If you do start to see signs of over-serving (either poisoning or your booze stocks melting away like a snowflake in the sahara), you can tune down how much serving is going on by reducing the number of people doing it, or making them walk a bit further for each drink served. You would still need a few loose mugs for the odd dwarf who got thirsty because they were hauling a boulder halfway across the map, but a single 4-10 tile stockpile in the tavern for the same number of loose mugs would likely be all you need. If you want your dwarves to get all their booze in the tavern, you will need to make sure they have time to socialise before they would normally get thirsty, you have enough servers, and that the booze stockpile is near or in the Tavern. The Tavern job is the only way I know of to get vampires or Necromancers to drink (since they don't get thirsty, but if they are dwarves, they still need alcohol or they slow down), and for a while there were problems where the Tavern keepers were too fast, and would keep serving people until they died of alcohol poisoning (usually goblins or humans - dwarves have a liver 3 times the normal size, with a corresponding alcohol tolerance). The "drink" job when a dwarf is thirsty is indeed different from what happens in a tavern - The one a dwarf gives themselves is triggered by thirst, and is a job for that dwarf, while the tavern job is run on repeat by the tavern-keeper. None of those cases get in the way of using the items for further production - the dwarves will go get them wherever they are. None of those go bad it takes a preposterous number of thread or cloth items to clutter a workshop, since they are so small, and for booze, cluttering the still is the point, since it slows down booze production once you get to a certain level, then speeds up again when they drink it up.

I normally do that with thread (plant thread & yarn stay in the farmer's workshop, silk thread stays in the loom), cloth (stays in the loom or the dyer's, depending), and some folks leave booze barrels in the still. In fact, for some other products that don't go bad, deliberately having no stockpile so it stays in the workshop is a useful tactic to save hauling time. When a dwarf decides they want a drink, they will grab a mug whether it is in a stockpile or still in the crafter's workshop, so as long as you have something close to the number of mugs your dwarves will use at the same time, the workshop shouldn't get cluttered.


→ WHAT THE TASK REQUIRES: From the entries that follow, report every line in which "ligaçãoσ" occurs.
Start of PROVIDED DATA
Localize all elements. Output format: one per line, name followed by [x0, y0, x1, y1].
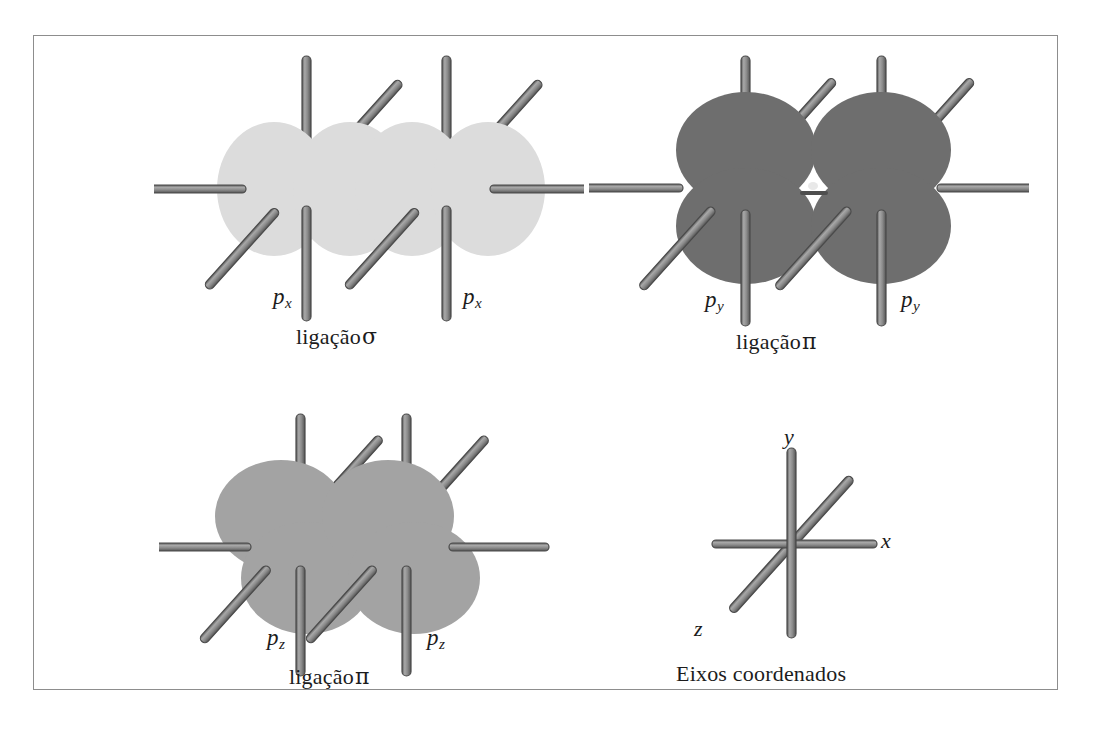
center-highlight-icon	[800, 182, 828, 195]
axis-label-x: x	[881, 528, 891, 554]
orbital-label-py-left: py	[705, 287, 724, 315]
caption-pi-bond-py: ligaçãoπ	[736, 329, 817, 355]
pi-pz-diagram	[159, 406, 589, 696]
orbital-label-pz-left: pz	[267, 625, 285, 653]
figure-frame: px px ligaçãoσ	[33, 35, 1058, 690]
orbital-label-py-right: py	[901, 287, 920, 315]
y-axis-rod	[787, 448, 796, 638]
caption-coordinate-axes: Eixos coordenados	[676, 661, 847, 687]
axis-label-y: y	[784, 424, 794, 450]
pi-py-diagram	[589, 46, 1029, 366]
orbital-label-px-right: px	[463, 284, 482, 312]
coordinate-axes-diagram	[634, 416, 1004, 696]
panel-sigma-px: px px ligaçãoσ	[154, 46, 584, 346]
panel-pi-py: py py ligaçãoπ	[589, 46, 1029, 366]
panel-pi-pz: pz pz ligaçãoπ	[159, 406, 589, 696]
panel-coordinate-axes: y x z Eixos coordenados	[634, 416, 1004, 696]
axis-label-z: z	[694, 616, 703, 642]
pi-pz-orbital-lobes	[215, 460, 480, 634]
caption-pi-bond-pz: ligaçãoπ	[289, 664, 370, 690]
orbital-label-pz-right: pz	[427, 625, 445, 653]
sigma-px-diagram	[154, 46, 584, 346]
caption-sigma-bond: ligaçãoσ	[296, 324, 377, 350]
orbital-label-px-left: px	[273, 284, 292, 312]
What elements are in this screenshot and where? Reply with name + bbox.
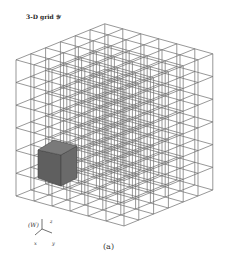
figure-caption: (a) <box>103 242 114 251</box>
frame-label: (W) <box>28 221 39 228</box>
y-axis-arrow <box>42 229 52 233</box>
x-axis-arrow <box>35 229 42 235</box>
y-axis-label: y <box>52 240 55 246</box>
x-axis-label: x <box>34 240 37 246</box>
grid-figure: 3-D grid 𝒴 (a) (W) z x y <box>0 0 226 266</box>
figure-title: 3-D grid 𝒴 <box>26 13 61 21</box>
z-axis-label: z <box>50 218 53 224</box>
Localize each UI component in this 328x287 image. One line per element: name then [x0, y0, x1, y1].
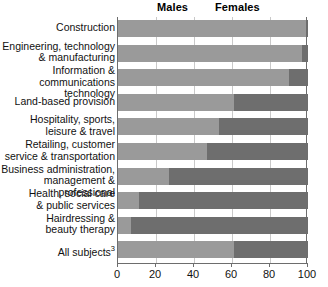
category-label: Health, social care& public services: [29, 188, 115, 211]
x-axis-tick-label: 20: [149, 268, 161, 280]
bar-row: [118, 192, 308, 209]
x-axis-tick: [307, 263, 308, 267]
category-label: Land-based provision: [15, 96, 115, 108]
bar-segment-females: [306, 20, 308, 37]
x-axis-tick-label: 0: [114, 268, 120, 280]
bar-segment-females: [139, 192, 308, 209]
bar-segment-males: [118, 94, 234, 111]
bar-row: [118, 168, 308, 185]
bar-segment-females: [219, 118, 308, 135]
bar-segment-males: [118, 192, 139, 209]
bar-row: [118, 118, 308, 135]
category-label: All subjects3: [58, 243, 115, 258]
x-axis-tick: [117, 263, 118, 267]
bar-segment-males: [118, 69, 289, 86]
bar-segment-females: [169, 168, 308, 185]
x-axis-tick-label: 80: [263, 268, 275, 280]
bar-row: [118, 45, 308, 62]
bar-segment-males: [118, 45, 302, 62]
bar-segment-males: [118, 118, 219, 135]
x-axis-tick-label: 60: [225, 268, 237, 280]
bar-segment-males: [118, 217, 131, 234]
bar-segment-females: [289, 69, 308, 86]
bar-segment-males: [118, 20, 306, 37]
x-axis-tick-label: 40: [187, 268, 199, 280]
x-axis-tick: [269, 263, 270, 267]
bar-segment-females: [207, 143, 308, 160]
x-axis-tick-label: 100: [298, 268, 316, 280]
bar-segment-females: [234, 94, 308, 111]
plot-area: [117, 17, 307, 263]
bar-row: [118, 143, 308, 160]
bar-segment-females: [131, 217, 308, 234]
bar-row: [118, 69, 308, 86]
footnote-marker: 3: [111, 244, 115, 253]
bar-row: [118, 241, 308, 258]
legend-item-males: Males: [157, 1, 188, 13]
category-label: Retailing, customerservice & transportat…: [5, 139, 115, 162]
category-label: Hospitality, sports,leisure & travel: [30, 114, 115, 137]
stacked-bar-chart: Males Females 020406080100 ConstructionE…: [0, 0, 328, 287]
bar-segment-males: [118, 241, 234, 258]
category-label: Engineering, technology& manufacturing: [2, 41, 115, 64]
bar-segment-males: [118, 143, 207, 160]
chart-legend: Males Females: [117, 0, 307, 17]
legend-item-females: Females: [215, 1, 260, 13]
x-axis-tick: [155, 263, 156, 267]
bar-row: [118, 217, 308, 234]
x-axis-tick: [231, 263, 232, 267]
bar-segment-males: [118, 168, 169, 185]
bar-segment-females: [234, 241, 308, 258]
bar-row: [118, 94, 308, 111]
category-label: Construction: [56, 22, 115, 34]
x-axis-line: [117, 263, 308, 264]
bar-row: [118, 20, 308, 37]
x-axis-tick: [193, 263, 194, 267]
category-label: Hairdressing &beauty therapy: [46, 213, 115, 236]
bar-segment-females: [302, 45, 308, 62]
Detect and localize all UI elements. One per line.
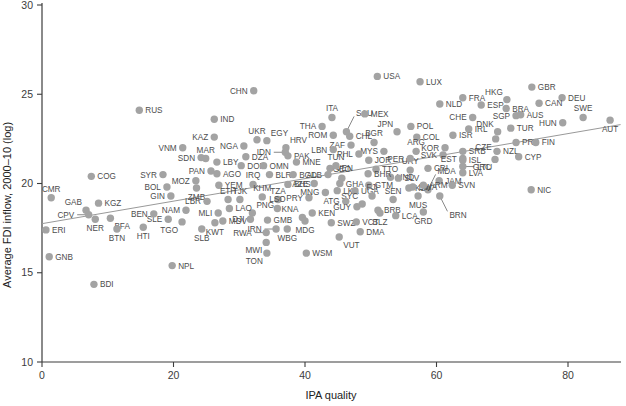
data-point-nzl [493, 148, 500, 155]
data-point-kaz [211, 133, 218, 140]
data-point-blr [266, 171, 273, 178]
data-point-can [535, 99, 542, 106]
country-label-dji: DJI [232, 215, 244, 224]
country-label-moz: MOZ [172, 177, 190, 186]
data-point-guy [353, 203, 360, 210]
data-point-pol [407, 123, 414, 130]
country-label-bhs: BHS [294, 180, 311, 189]
y-tick-label: 30 [21, 0, 33, 11]
data-point-cmr [48, 194, 55, 201]
data-point-phl [355, 150, 362, 157]
data-point-syr [159, 171, 166, 178]
country-label-lao: LAO [235, 204, 251, 213]
data-point-isl [459, 157, 466, 164]
data-point-lux [416, 78, 423, 85]
country-label-lux: LUX [426, 78, 442, 87]
data-point-bhr [364, 170, 371, 177]
country-label-fra: FRA [469, 94, 486, 103]
data-point-bgd [289, 171, 296, 178]
data-point-gnb [46, 253, 53, 260]
data-point-alb [324, 171, 331, 178]
x-tick-label: 40 [299, 369, 311, 381]
country-label-isr: ISR [459, 131, 473, 140]
country-label-egy: EGY [271, 129, 289, 138]
data-point-mwi [263, 239, 270, 246]
data-point-nld [436, 100, 443, 107]
country-label-est: EST [441, 155, 457, 164]
data-point-eth [224, 196, 231, 203]
country-label-kgz: KGZ [105, 199, 122, 208]
x-axis-title: IPA quality [305, 389, 357, 401]
country-label-sgp: SGP [493, 112, 511, 121]
country-label-blz: BLZ [372, 218, 387, 227]
scatter-chart-figure: 1015202530020406080 ERIGNBCMRGABCPVCOGKG… [0, 0, 626, 406]
data-point-cze [492, 135, 499, 142]
country-label-cpv: CPV [57, 211, 74, 220]
data-point-fin [532, 139, 539, 146]
country-label-pan: PAN [189, 167, 205, 176]
y-tick-label: 25 [21, 88, 33, 100]
country-label-gnb: GNB [55, 253, 73, 262]
country-label-tza: TZA [270, 187, 286, 196]
country-label-hrv: HRV [290, 136, 308, 145]
data-point-ury [407, 166, 414, 173]
data-point-grc [491, 156, 498, 163]
data-point-hrv [282, 144, 289, 151]
country-label-cog: COG [97, 172, 116, 181]
country-label-phl: PHL [337, 150, 353, 159]
country-label-pol: POL [417, 122, 434, 131]
country-label-kor: KOR [421, 144, 439, 153]
country-label-mne: MNE [302, 158, 321, 167]
country-label-hti: HTI [137, 232, 150, 241]
country-label-cri: CRI [434, 164, 448, 173]
country-label-mex: MEX [371, 110, 389, 119]
country-label-wbg: WBG [277, 234, 297, 243]
data-point-ind [211, 116, 218, 123]
data-point-gmb [264, 216, 271, 223]
data-point-mex [361, 110, 368, 117]
x-tick-label: 60 [431, 369, 443, 381]
x-tick-label: 20 [168, 369, 180, 381]
country-label-khm: KHM [253, 184, 271, 193]
country-label-jpn: JPN [378, 120, 394, 129]
country-label-aut: AUT [602, 125, 618, 134]
country-label-rus: RUS [145, 106, 163, 115]
data-point-tun [332, 162, 339, 169]
country-label-ton: TON [246, 257, 263, 266]
data-point-dnk [494, 128, 501, 135]
country-label-slv: SLV [404, 174, 419, 183]
country-label-mdg: MDG [295, 226, 314, 235]
fdi-ipa-scatter-plot: 1015202530020406080 ERIGNBCMRGABCPVCOGKG… [0, 0, 626, 406]
data-point-isr [449, 132, 456, 139]
data-point-slv [395, 174, 402, 181]
data-point-egy [263, 137, 270, 144]
data-point-mdv [219, 217, 226, 224]
country-label-omn: OMN [270, 162, 289, 171]
country-label-guy: GUY [333, 203, 351, 212]
data-point-kor [441, 144, 448, 151]
y-tick-label: 10 [21, 356, 33, 368]
country-label-btn: BTN [109, 234, 125, 243]
data-point-lbn [330, 146, 337, 153]
data-point-svn [449, 182, 456, 189]
country-label-swz: SWZ [337, 219, 355, 228]
data-point-vut [335, 233, 342, 240]
country-label-ukr: UKR [248, 127, 265, 136]
country-label-sdn: SDN [178, 154, 195, 163]
data-point-nic [527, 186, 534, 193]
country-label-srb: SRB [469, 147, 486, 156]
data-point-ita [328, 114, 335, 121]
country-label-kaz: KAZ [192, 133, 208, 142]
data-point-rus [136, 107, 143, 114]
country-label-nga: NGA [220, 142, 238, 151]
data-point-lka [334, 187, 341, 194]
country-label-tgo: TGO [160, 226, 178, 235]
country-label-mwi: MWI [245, 246, 262, 255]
data-point-swe [579, 114, 586, 121]
data-point-hti [140, 224, 147, 231]
country-label-sen: SEN [385, 187, 402, 196]
data-point-nam [182, 207, 189, 214]
country-label-kwt: KWT [206, 228, 224, 237]
country-label-grc: GRC [473, 163, 491, 172]
country-label-dma: DMA [366, 228, 385, 237]
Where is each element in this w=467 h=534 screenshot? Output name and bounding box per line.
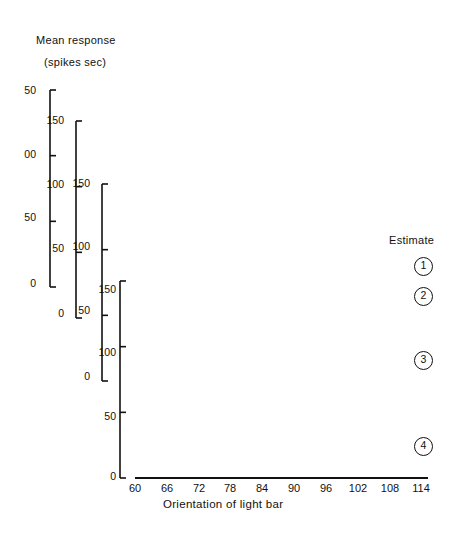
plot-canvas [0, 0, 467, 534]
End of PROVIDED DATA
→ OUTPUT:
figure-frame: px px ligaçãoσ	[33, 35, 1058, 690]
panel-sigma-px: px px ligaçãoσ	[154, 46, 584, 346]
caption-sigma-bond: ligaçãoσ	[296, 324, 377, 350]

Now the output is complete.